Not every student has access to a laptop during the school day at the Bronx high school where Steve Swieciki teaches social studies. His use of computers in class has, in part, relied on whether he’s in a room with a laptop cart during that period.
When he does use computers, it’s for simpler work, such as reading a news article in class. He may toggle between having students read and discuss an excerpt from a textbook or providing that excerpt in Google Classroom and requiring students to answer questions about it as homework.
But that’s how he taught even before COVID.
He shared a recent example of how he lightly folds technology into a lesson: For an intro-to-law class, Swieciki recently had students use laptops to read two news articles about artificial intelligence.

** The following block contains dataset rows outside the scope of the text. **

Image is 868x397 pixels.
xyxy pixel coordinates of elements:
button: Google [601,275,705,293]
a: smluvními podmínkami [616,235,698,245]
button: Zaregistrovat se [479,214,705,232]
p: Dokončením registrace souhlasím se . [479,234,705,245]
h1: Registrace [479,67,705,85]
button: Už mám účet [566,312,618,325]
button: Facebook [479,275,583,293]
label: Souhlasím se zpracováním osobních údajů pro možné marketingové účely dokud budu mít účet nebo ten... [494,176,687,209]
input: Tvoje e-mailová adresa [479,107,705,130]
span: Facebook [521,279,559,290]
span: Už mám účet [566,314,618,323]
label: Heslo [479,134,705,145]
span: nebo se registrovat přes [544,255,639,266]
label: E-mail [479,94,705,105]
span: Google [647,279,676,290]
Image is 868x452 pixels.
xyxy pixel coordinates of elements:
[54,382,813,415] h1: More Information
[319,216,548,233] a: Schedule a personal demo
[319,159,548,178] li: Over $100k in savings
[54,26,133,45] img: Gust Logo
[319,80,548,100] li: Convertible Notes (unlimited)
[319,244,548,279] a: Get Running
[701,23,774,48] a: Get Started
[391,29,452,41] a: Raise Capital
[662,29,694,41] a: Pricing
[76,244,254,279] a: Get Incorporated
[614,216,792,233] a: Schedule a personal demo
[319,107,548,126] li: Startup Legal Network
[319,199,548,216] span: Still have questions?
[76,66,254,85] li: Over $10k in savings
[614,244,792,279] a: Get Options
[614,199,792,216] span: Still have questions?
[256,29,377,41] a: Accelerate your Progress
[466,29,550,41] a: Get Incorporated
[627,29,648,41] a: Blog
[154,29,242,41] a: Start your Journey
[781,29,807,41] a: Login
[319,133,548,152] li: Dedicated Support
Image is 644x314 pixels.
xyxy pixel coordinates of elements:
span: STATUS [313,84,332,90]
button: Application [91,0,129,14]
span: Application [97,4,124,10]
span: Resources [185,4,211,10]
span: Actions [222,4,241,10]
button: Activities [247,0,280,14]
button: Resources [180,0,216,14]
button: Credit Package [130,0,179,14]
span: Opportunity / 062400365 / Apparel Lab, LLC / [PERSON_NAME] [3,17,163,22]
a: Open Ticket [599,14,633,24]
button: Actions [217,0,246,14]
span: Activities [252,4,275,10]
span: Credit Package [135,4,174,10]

To pique their interest, he first had them read a New York Times story that detailed a conversation between a reporter and a Bing chatbot, who told the reporter it was in love with him — shocking and hooking the students to the topic.
Then, he had them pull up an Axios article about how lawmakers are seeking to regulate artificial intelligence.
Students spent the next class participating in a Socratic seminar, where they debated the role of government in regulating artificial intelligence.
The lesson went so well that Swieciki pivoted from what he had planned to teach in his following lesson.
“I’m actually putting off what I initially had planned for tomorrow and extending the discussion another day,” he said.
Chalkbeat is a nonprofit news organization covering public education.